Megan screwed up her face and said, “So, are you two, like, going out or something?”
“No,” Ava said quickly.
Carter glanced at her, hurt flickering across his features.
“I mean…” There was no way to soften it. “No, we’re not. We’re just friends.”
“Um, not to be rude,” Ainsley said, and Ava bit down hard on a laugh. “But, like, why are you even here?”
“Because Carter invited me.” She kept her personal reasons to herself.
Ainsley rolled her eyes and shot Carter a murderous glare. It was no small secret Ainsley had wanted to get her claws into the quarterback for a while now. She slept with Mason in the clumsy way of entitled teens who thought maturity was bound up in sexuality somehow, but Carter was the prize she was truly after.
Then, because Ainsley couldn’t hold onto any thought for long – not even hatred – she glanced over at Megan and said, “Oh my God, did you see what Rebecca waswearing?”
Ava accepted the joint as it reached her and passed it along to Carter. She had no idea what these morons had rolled and she wasn’t going to find out.
Mason noticed; his laughter cut through the dark and he didn’t attempt to squelch it. He was Mason Stephens’ son, damn it, and he could bray like a donkey while trespassing if he wanted to.
“Seriously, Teague – you dress like that, you’re a fucking biker chick, and you’re gonna puss out over a little dope?”
“Stop talking to her like that–” Carter began, as the two girls snickered into their hands.
Ava held up a hand to stop him. “I’m the sister of the biggest asshole I’ve ever met,” she said to him in a stage aside, “I can handle this little shitstain.”
“Oh!” Beau said like he thought a real fight might break out, and he was excited about it. “Dude!”
Mason inhaled, ready to return fire, but Ava beat him to it.
“Yes, Mason, I called you a shitstain. Because that’s thenicestthing I can think to call you. And yes, before you say it, I know exactly who you are. You’re the pain in the ass son of a pain in the ass man, and you’re the sadist who’s tried at every turn to crush me under your penny loafer just because it’s fun to verbally assault a girl. Well, this just in to the news desk, dumbass, you don’t scare me. You cannot peer pressure me. You are nothing to me, and I hope you crash your car into a telephone pole the second you leave here.”
And with that she stood, kicking herself for having allowed the night to go this far.
“You can’t talk to him like that!” Ainsley said.
“Um, pretty sure I just did. And I, like, totally can do it to you too.”
Ainsley gasped, at least smart enough to know she was being mocked. “Mason!Mason.”
Mason, as per maddening usual, was unaffected. “Let her go,” he said as Ava turned to leave.
“Ava,” Carter said as he scrambled to his feet. “I’m sorry. I didn’t think…”
“She can explain to the cops,” Mason continued, “how her daddy Dog sold me these.”
When she turned – and oh, how she hated to give him that much satisfaction – she saw that he’d picked up one of the flashlights and was shining it on an upheld baggie, not the one with the joints, but a different one, one full of what looked like SweeTarts.
“Sorry.” She folded her arms and tried to look confident. “Dad doesn’t sell candy. But I can get you a deal on an oil change if you want.”
“Oh, I bet you could.” He grinned as he set the flashlight on the ground and the baggie opened with a crackle of the seal. “But right now, it’s all aboutthis. And the beauty ofthis, Teague, is that when I get home, and my pupils are big as baseballs, my dad’s gonna take me to the ER and have a tox screen run on my blood. And when he asks me where I got this, I’m gonna tell him the truth. I bought it from your old man.
“And then,” he went on, gleefully, “the police will come batter your door down in the middle of the night, and they’ll dig through all your closets; go through the drawers and throw your mom’s thongs all over the floor. They’ll find your illegal guns and drugs and they’ll arrest your parents.”
Ava swallowed and felt her throat get stuck together. “You didn’t get that from Dad,” she insisted.
Mason’s teeth flashed in the night as he grinned. “You wanna see my receipt?” He fished into the baggie and came out with two of the tablets; their bright colors seemed fluorescent.
“The Lean Dogs,” Ava said, forcing her voice to be loud, strong, clear. “Don’t sell drugs. End of story, Mason. Just shut up about it.” But inside, she could already envision the house raid, the police in riot gear, her mother fuming at them as she was manhandled out to the curb.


_WORK REQUEST_. For each line in the data that includes "name", make a copy.

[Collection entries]
* * *
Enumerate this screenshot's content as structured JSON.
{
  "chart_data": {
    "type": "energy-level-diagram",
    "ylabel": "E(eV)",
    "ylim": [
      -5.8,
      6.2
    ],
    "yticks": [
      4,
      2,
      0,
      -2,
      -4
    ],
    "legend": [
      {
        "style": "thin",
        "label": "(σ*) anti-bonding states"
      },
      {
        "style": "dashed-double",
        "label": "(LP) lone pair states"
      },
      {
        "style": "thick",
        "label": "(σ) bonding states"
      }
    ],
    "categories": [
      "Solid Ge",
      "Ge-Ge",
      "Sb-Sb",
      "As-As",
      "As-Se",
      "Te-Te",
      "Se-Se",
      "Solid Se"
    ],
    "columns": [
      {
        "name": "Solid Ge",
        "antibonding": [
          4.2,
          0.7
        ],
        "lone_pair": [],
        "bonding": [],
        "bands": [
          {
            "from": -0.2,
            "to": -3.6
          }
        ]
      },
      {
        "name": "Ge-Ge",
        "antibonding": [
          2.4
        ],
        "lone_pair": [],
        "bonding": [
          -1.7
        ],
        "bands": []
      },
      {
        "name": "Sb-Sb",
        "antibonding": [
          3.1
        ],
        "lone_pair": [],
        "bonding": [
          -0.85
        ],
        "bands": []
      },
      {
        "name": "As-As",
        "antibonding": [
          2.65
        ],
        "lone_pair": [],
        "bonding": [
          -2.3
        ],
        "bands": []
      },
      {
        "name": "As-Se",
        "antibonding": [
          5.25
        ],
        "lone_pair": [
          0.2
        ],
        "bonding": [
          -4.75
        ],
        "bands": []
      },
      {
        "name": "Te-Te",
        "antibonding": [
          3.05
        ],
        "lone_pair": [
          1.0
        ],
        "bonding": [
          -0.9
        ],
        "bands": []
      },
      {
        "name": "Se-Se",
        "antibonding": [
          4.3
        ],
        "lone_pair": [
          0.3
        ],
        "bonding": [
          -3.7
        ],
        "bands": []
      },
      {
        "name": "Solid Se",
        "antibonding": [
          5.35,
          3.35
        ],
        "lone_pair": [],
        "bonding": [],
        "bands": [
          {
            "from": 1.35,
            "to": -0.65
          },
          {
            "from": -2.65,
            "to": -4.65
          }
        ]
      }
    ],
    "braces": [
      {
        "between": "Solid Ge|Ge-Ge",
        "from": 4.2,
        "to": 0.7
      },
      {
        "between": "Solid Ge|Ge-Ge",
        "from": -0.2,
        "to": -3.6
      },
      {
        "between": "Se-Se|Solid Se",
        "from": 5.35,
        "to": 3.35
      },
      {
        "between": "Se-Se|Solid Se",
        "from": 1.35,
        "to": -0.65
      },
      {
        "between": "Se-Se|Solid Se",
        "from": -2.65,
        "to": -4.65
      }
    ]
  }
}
* * *
_THE COMPLETED TASK_.
        "name": "Solid Ge",
        "name": "Ge-Ge",
        "name": "Sb-Sb",
        "name": "As-As",
        "name": "As-Se",
        "name": "Te-Te",
        "name": "Se-Se",
        "name": "Solid Se",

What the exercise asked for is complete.